We drafted the response that weekend. Every METRC discrepancy was traced to a specific cause: a receiving SKU mismatch, a manifest cancellation never cleared, a reconciliation backlog during a staffing transition. Every allegation was answered with regulation citations and source documents. The stipulated decision that came back reduced the proposed penalty by 90% and preserved all four licenses. The client sent a handwritten note. More importantly, they sent the next three operators they knew who had opened a similar letter.
That engagement ended our exclusive focus on application work. The enforcement-defense practice was born the week after — with the same operator-grade intensity and the same citation discipline the application work had taught us. Today enforcement defense runs roughly one-third of engagements, staffed on a 24-hour response rotation. The callback window is 30 minutes during business hours, two hours after. We’ve preserved 94% of licenses on engagements where the OSC or Accusation arrived with us inside the response window.
Today we work with operators from $8M to $120M ARR across every DCC license type and 41 of the 58 counties. Retainer relationships anchor the practice: quarterly audit rotations, monthly compliance dashboards, named principals on every call. Strategic engagements layer on top when an operator is pursuing a new jurisdiction, acquiring a competitor, converting a license type, or defending an enforcement action.

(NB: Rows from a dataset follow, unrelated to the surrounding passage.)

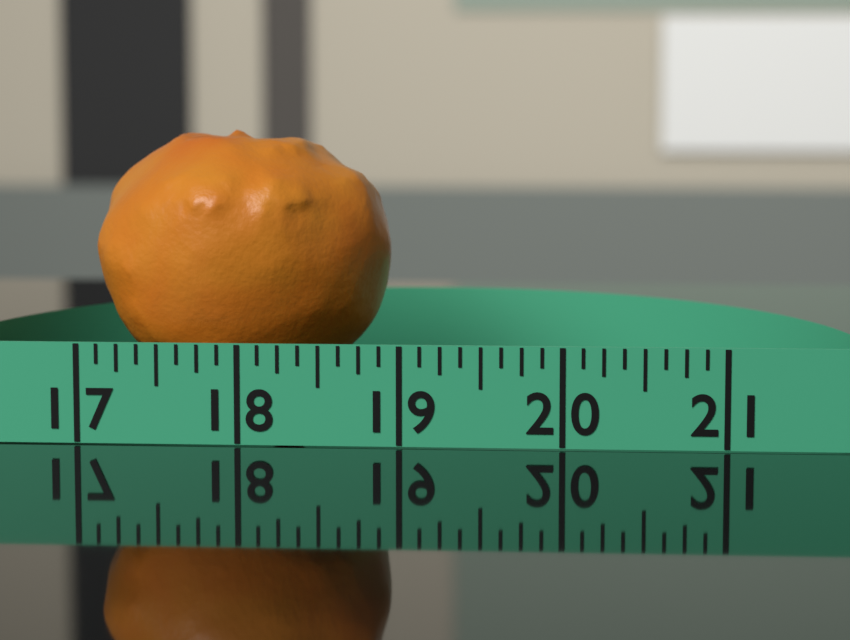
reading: 18.875 (no unit)
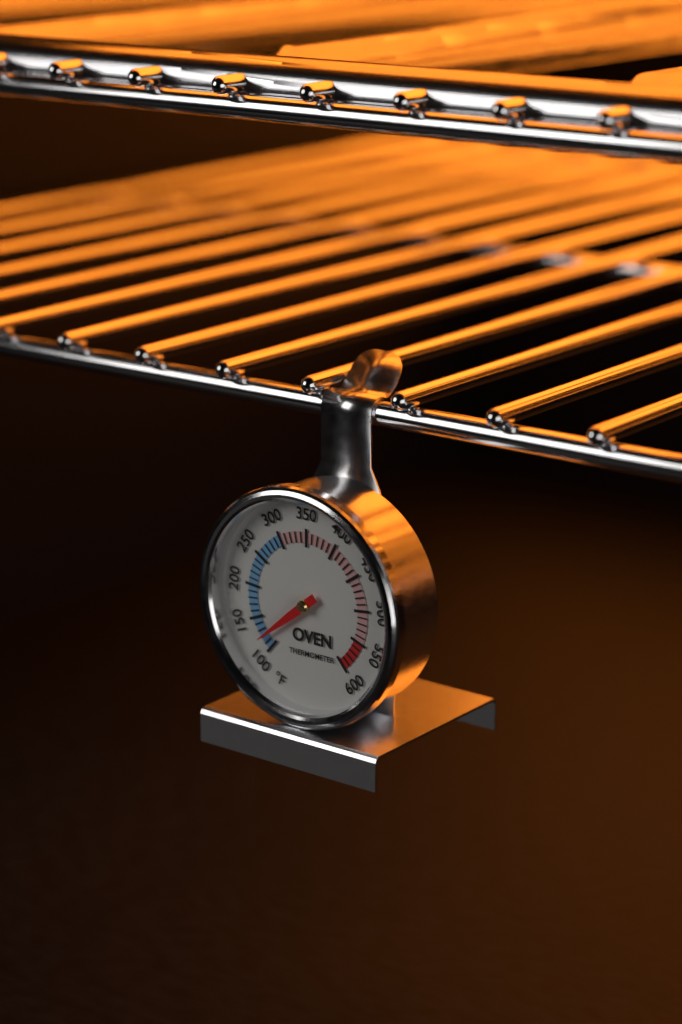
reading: 120 °F
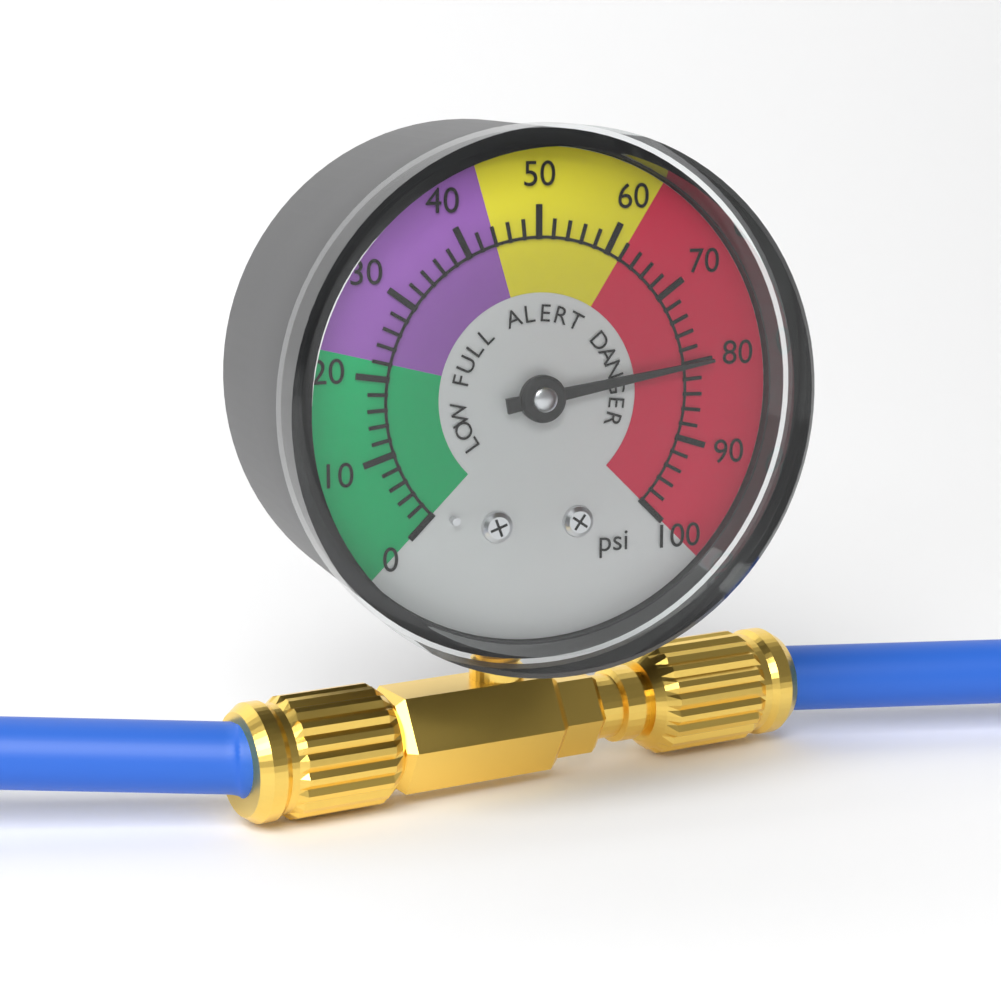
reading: 80 psi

The Education Suite sits alongside the consulting bench — per-employee training pathways, the searchable rule library, and the compliance control center — for operators who need the rule-room infrastructure on top of the file work.

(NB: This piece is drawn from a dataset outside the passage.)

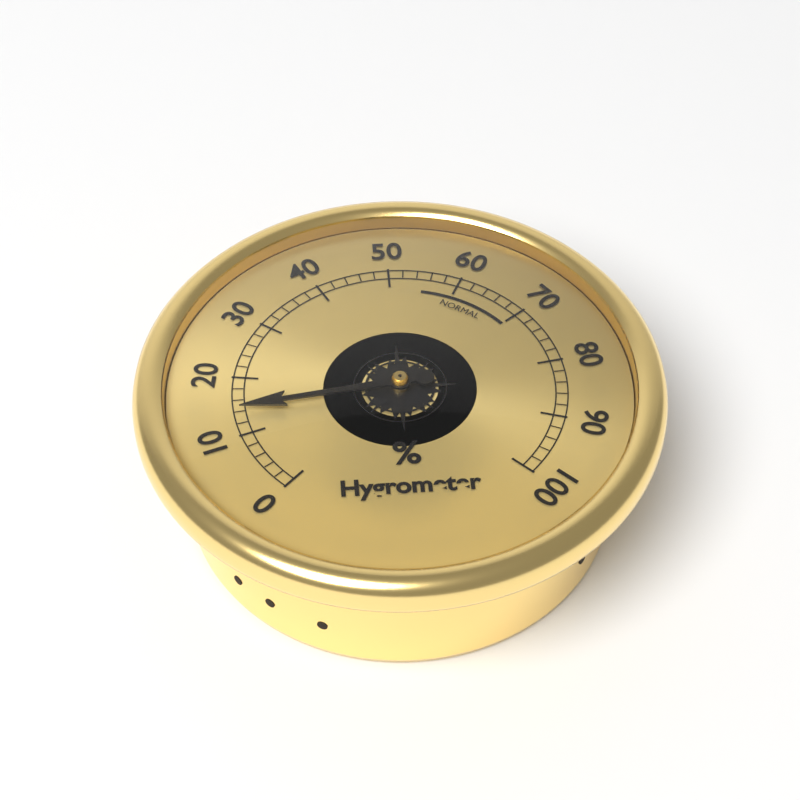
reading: 14 %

The practice composition has settled into a steady shape across the Licensed · Educated · Compliant triad. Roughly 45% of revenue comes from ongoing retainer work. 30% comes from discrete licensing engagements — new state applications, local CUP authorizations, license renewals, ownership changes. 25% comes from enforcement defense, where the phone call arrives unplanned and the response starts that afternoon. The Education Suite layers per-seat across the same client base. We’ve kept the firm deliberately small: six senior staff, zero account-manager layer, no outside capital pressuring growth targets we don’t believe in.
The through-line from 2018 hasn’t moved. Every recommendation cites a regulation. Every engagement letter lists every deliverable. Every notice that still lands in a client’s inbox still comes to us first. That’s the whole product.
“The firms that survive the next regulatory cycle are the ones whose compliance house was in order before it mattered.”
The 2018 moment that made specialty cannabis regulatory practice necessary — and how two founders built from the operator side outward.
Both founding principals were operating California cannabis businesses under provisional licensure when the state began converting to annual licenses under BPC 26050.2. The regulatory landscape was not ready for operators; the operators were not ready for the landscape. We started the firm to close that gap.
The first year was application work — operators already holding provisional licenses needed annual conversions before deadlines. CEQA, material-change reconciliation, ownership-disclosure refresh. Every engagement taught us something new about how the regulation reads in practice vs. on the page.
In 2020 a client received a surprise Order to Show Cause. We responded inside the 10-business-day CCR 15002(d) window, negotiated a stipulated decision, and preserved the license. The enforcement-defense practice was born from that week.
Eight years later we are the specialist operators’ bench for California cannabis compliance. Every DCC license type. Every California county. Retainer cadence that keeps the compliance house in order continuously.
Five principles that have not changed since 2018 and still filter every engagement decision.